45 Type Push/Pull


How many here use or have heard one of these type amps? What are the important factors here in this being able to produce quality sound of this tube with out the noise???
Can this amp achieve the sound quality of an SET amp?
jsman
Just remembered that I have heard the VAC Renaissance amplifiers which are DHT push pull.It's been quite a while but I really liked what I heard from them.
Regards,
subtle push-pull crossover notch grunge

This is something that should not happen with a DHT p-p design. Crossover or notch distortion are artifacts of transistors and designs that are not class A, unless there is a serious design defect.

I have a pair of type-45 amps that I have been playing at home for several years. They started as 45 SETs, but on examination of the internal circuit it was obvious they were candidates for improvement in the wiring, parts and input circuitry.

With each update the amps sounded better- more detailed, smoother sound, etc. Ultimately I pushed them to a P-P design and the improvement over the SET version was dramatic! I think they can be improved further, but its been convincing enough that I just play them for the most part.
Phil (213cobra)
You raise an interesting point, the quality of the output transformer and power supply are so critical to what you'll hear with a SET.Get those done to a high standard and sit back and enjoy. Compromise with those aspects and you will never know the full potential of this type of amplifier. It's true for all topologies but seems more so for the SET.
>>This is something that should not happen with a DHT p-p design.<<

Yup. Assuming push-pull class A. But what about Class AB p-p designs using triode power tubes, or for that matter p-p voltage amplification sections using small signal triodes. A push pull design *can* forego notch grunge but not every designer elects to.

DeHavilland made a 75w triode push-pull amp built around a pair of 572 tubes. It was confusingly described as "100% pure Class A A/B." We see today an increasing number of push-pull triode amps with power ratings well above what could be expected from Class A push-pull and one of the effects is that they sound like Class AB amps and sometimes like Class AB amps that use tetrodes or pentodes. What's good for guitar amps (biasing AB toward B for sparkle) doesn't always benefit hifi.

Phil
Phil, even if you run class AB1, you still don't run the risk of any crossover artifact, since at lower power levels where the crossover artifact might occur, the tubes are in the A region.

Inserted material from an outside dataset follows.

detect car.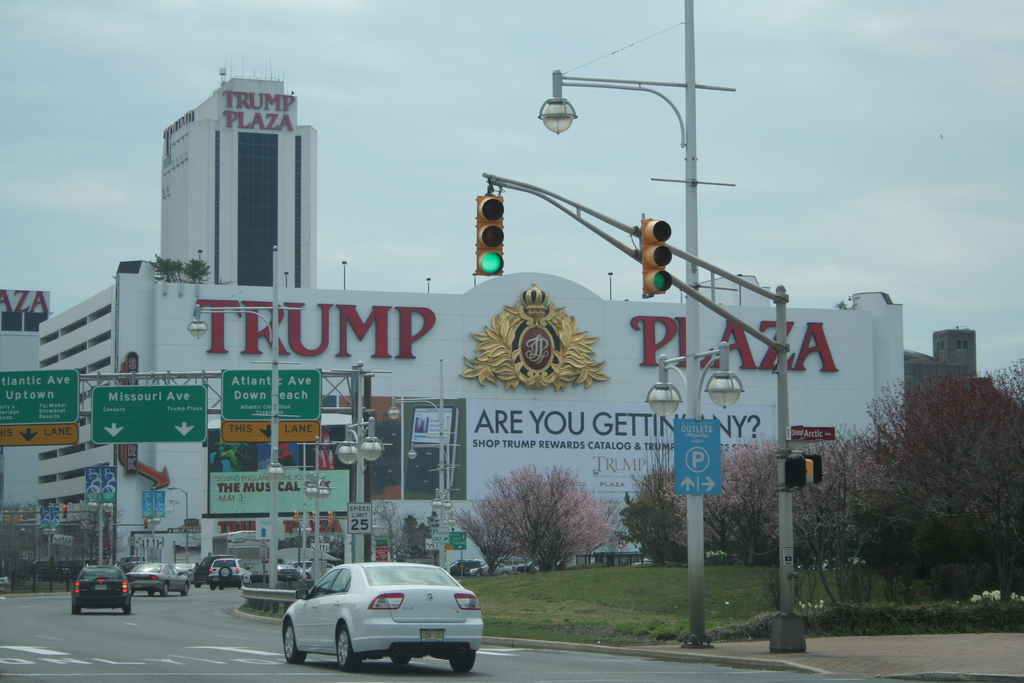
Detected at rect(266, 564, 475, 671).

What I have found is this is more a problem relating to solid state than tubes, on account of how the output transistors are biased. In tubes, in only seems to show up if there is a malfunction or design defect.

IMO this is a very common myth! However, that is not to say that an SET does not have certain desirable qualities. Chief amoungst them is the ability to have distortion linearly drop to zero as power is decreased. This is where SETs get their 'inner detail' they are known so well for.

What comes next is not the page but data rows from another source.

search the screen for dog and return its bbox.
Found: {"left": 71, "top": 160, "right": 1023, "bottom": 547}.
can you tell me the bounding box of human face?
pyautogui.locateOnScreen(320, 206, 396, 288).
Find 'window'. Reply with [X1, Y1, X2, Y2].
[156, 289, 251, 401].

Most phase inverters in P-P designs introduce their own kind of harmonic distortion (having nothing to do though with crossover distortions). It is this additional harmonic distortion that causes P-P amps to often have increasing distortion below a certain low power level. It can be designed out by avoiding the use of stand-alone phase splitter circuits- by instead integrating the phase splitter function right into the voltage amplifier stage. This eliminates the need for a separate circuit and the less signal process the better (IMO). Traditionally the best way to do this is with a differential amplifier for the voltage amp.